Jedwabne is a small town in Poland. In 1941 it had around 3000 inhabitants of whom roughly half were Catholic Poles and half Jews. A few days after German troops entered the Soviet-occupied half of Poland in which Jedwabne was located, members of the Polish population drove the town’s Jews into the town square, herded them into a nearby barn, and set the barn alight. One man managed to escape from the barn; a dozen or so people had fled from the town and hidden in the surrounding countryside; a few, by a grotesque irony, saved themselves by taking refuge with the German police; seven were hidden by a Polish farmer’s wife for the rest of the war. The remainder of the town’s Jewish population perished. The perpetrators were plainly aware that the German authorities would not object to their action, but the evidence shows overwhelmingly that they were acting on their own initiative, and not on German orders. The town’s Catholic priest turned away the Jews who appealed to him for help, and did nothing.

This is a synopsis of a little book which I read recently, entitled ‘Neighbors: The Destruction of the Jewish Community in Jedwabne, Poland’, by Jan Tomasz Gross (Princeton, 2001). (A review by George Steiner in the Guardian gives a fuller account)

My emotional response to this tale may be taken as read. Indeed, it is hard to conceive that more than one response could be possible. Such, nevertheless, is the case. When I had finished the book I googled it out of curiosity, and came across a review by one Norman Finkelstein.
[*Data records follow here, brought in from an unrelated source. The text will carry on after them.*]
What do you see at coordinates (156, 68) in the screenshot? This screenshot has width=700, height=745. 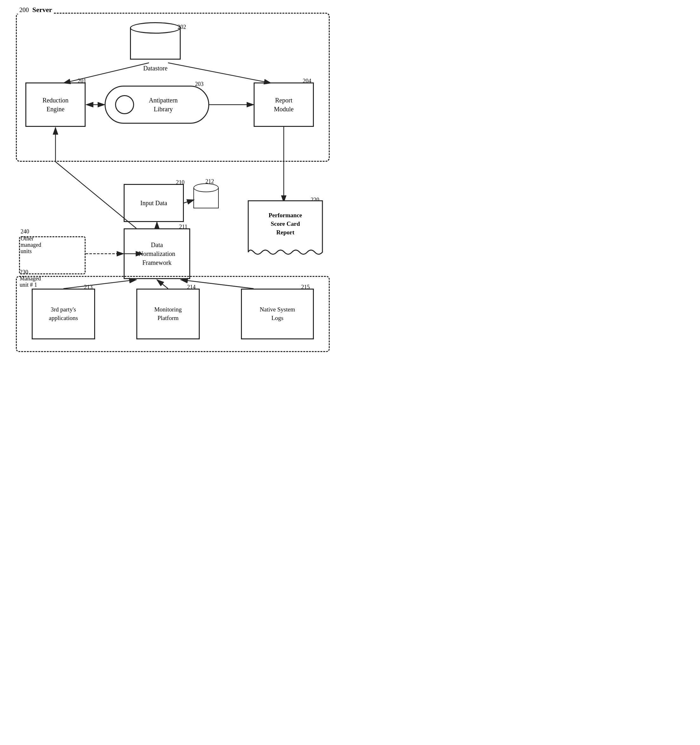 I see `datastore-label: Datastore` at bounding box center [156, 68].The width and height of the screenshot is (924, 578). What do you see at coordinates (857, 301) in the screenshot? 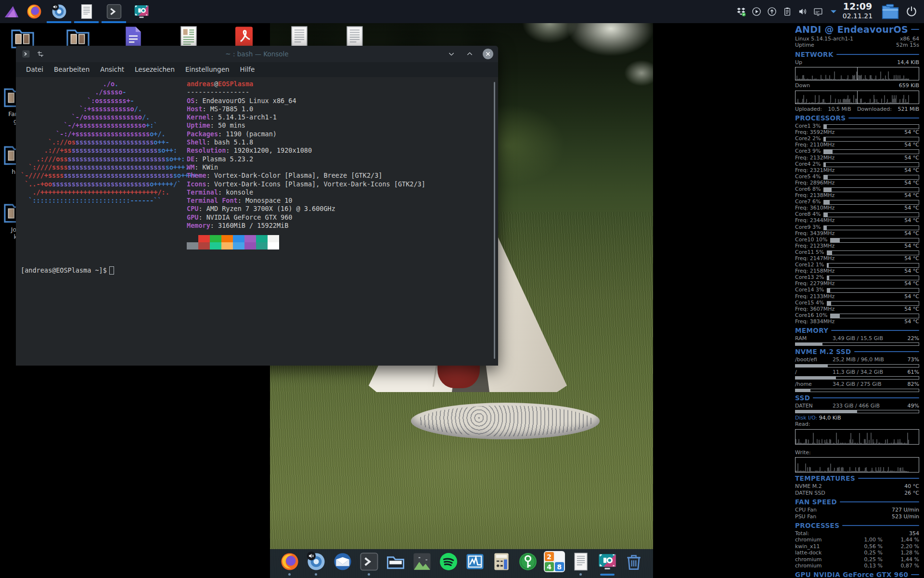
I see `conky-system-monitor: ANDI @ EndeavourOSLinux 5.14.15-arch1-1x…` at bounding box center [857, 301].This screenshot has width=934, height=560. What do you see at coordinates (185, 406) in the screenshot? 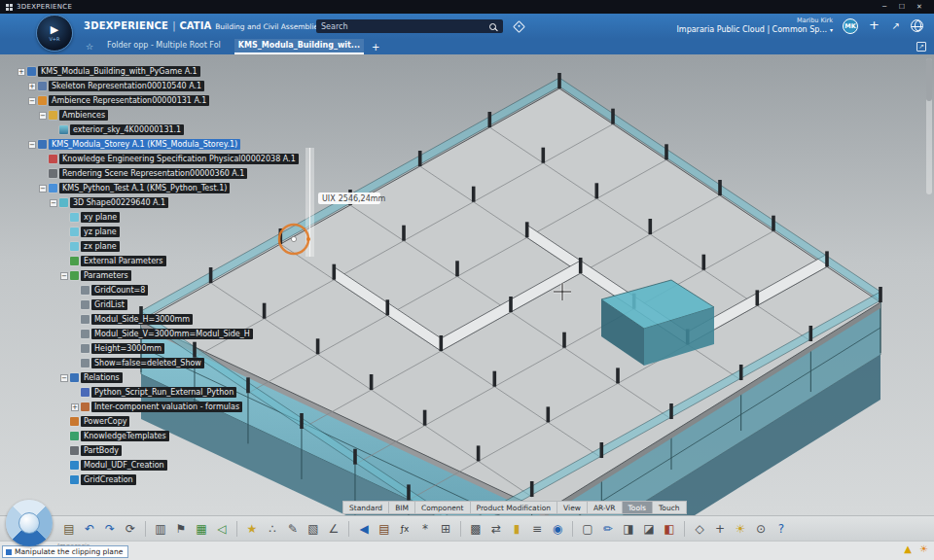
I see `tree-item: +Inter-component valuation - formulas` at bounding box center [185, 406].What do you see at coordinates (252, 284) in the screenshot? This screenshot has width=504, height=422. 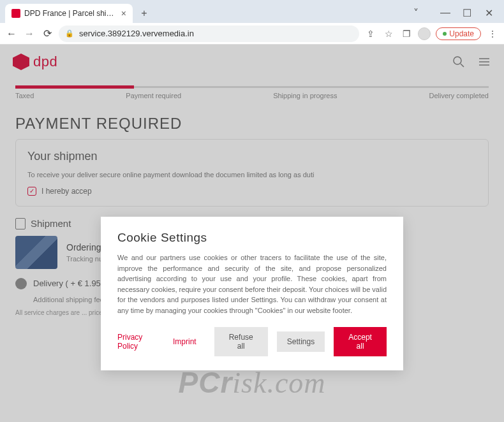 I see `modal-body: We and our partners use cookies or other…` at bounding box center [252, 284].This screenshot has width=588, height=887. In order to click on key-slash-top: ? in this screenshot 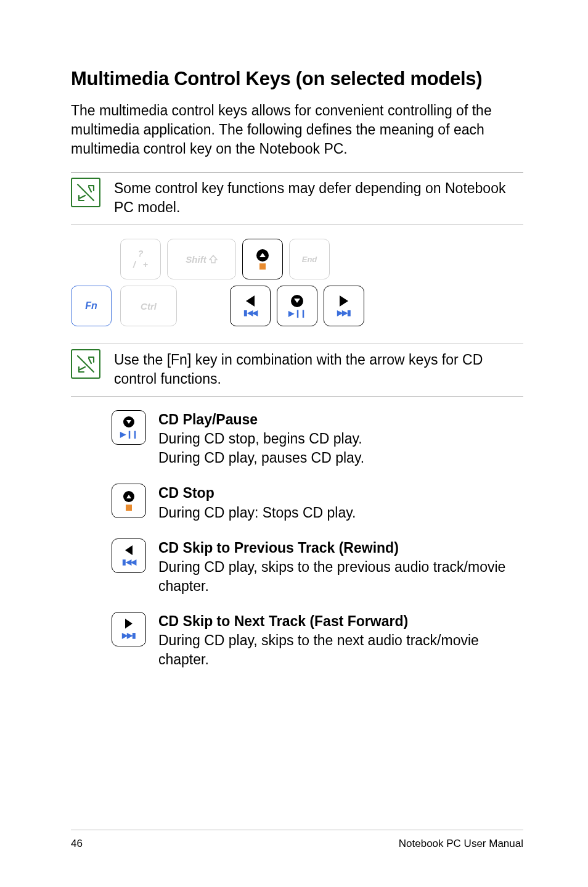, I will do `click(141, 254)`. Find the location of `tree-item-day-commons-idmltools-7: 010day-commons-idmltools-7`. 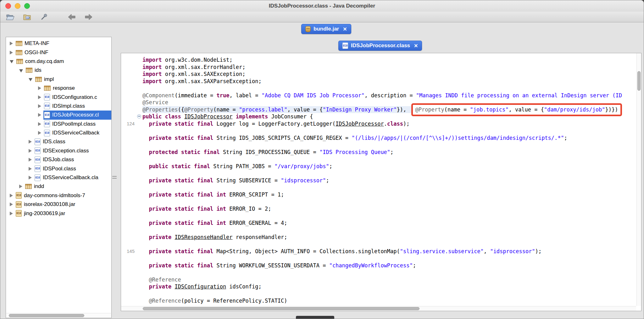

tree-item-day-commons-idmltools-7: 010day-commons-idmltools-7 is located at coordinates (58, 196).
This is, to put it mildly, a remarkable document, and it is worth examining it closely for what it reveals about its author.

Finkelstein is an important figure among people interested in knowing ‘how far they can go’ in their anti-Zionism without convicting themselves of anti-Semitism. He provides them with a benchmark which reassures them that they can in fact go rather a long way...

...One thing becomes clear in the first couple of sentences. He is very, very angry with Jan Gross. In fact, it’s hard not to conclude that he’s far angrier with Gross than with the perpetrators of genocide in Jedwabne. Without having a single criticism to make of the book’s factual accuracy, he sets out to discredit its author. After six paragraphs of denunciation of Gross, Finkelstein finally makes a grudging acknowledgment that he has told a true story and that it needed to be told...

But Gross contributes to "The Holocaust Industry" you see (by writing compellingly about the Holocaust), so he must be destroyed. Finkelstein's behavior is pathological. More.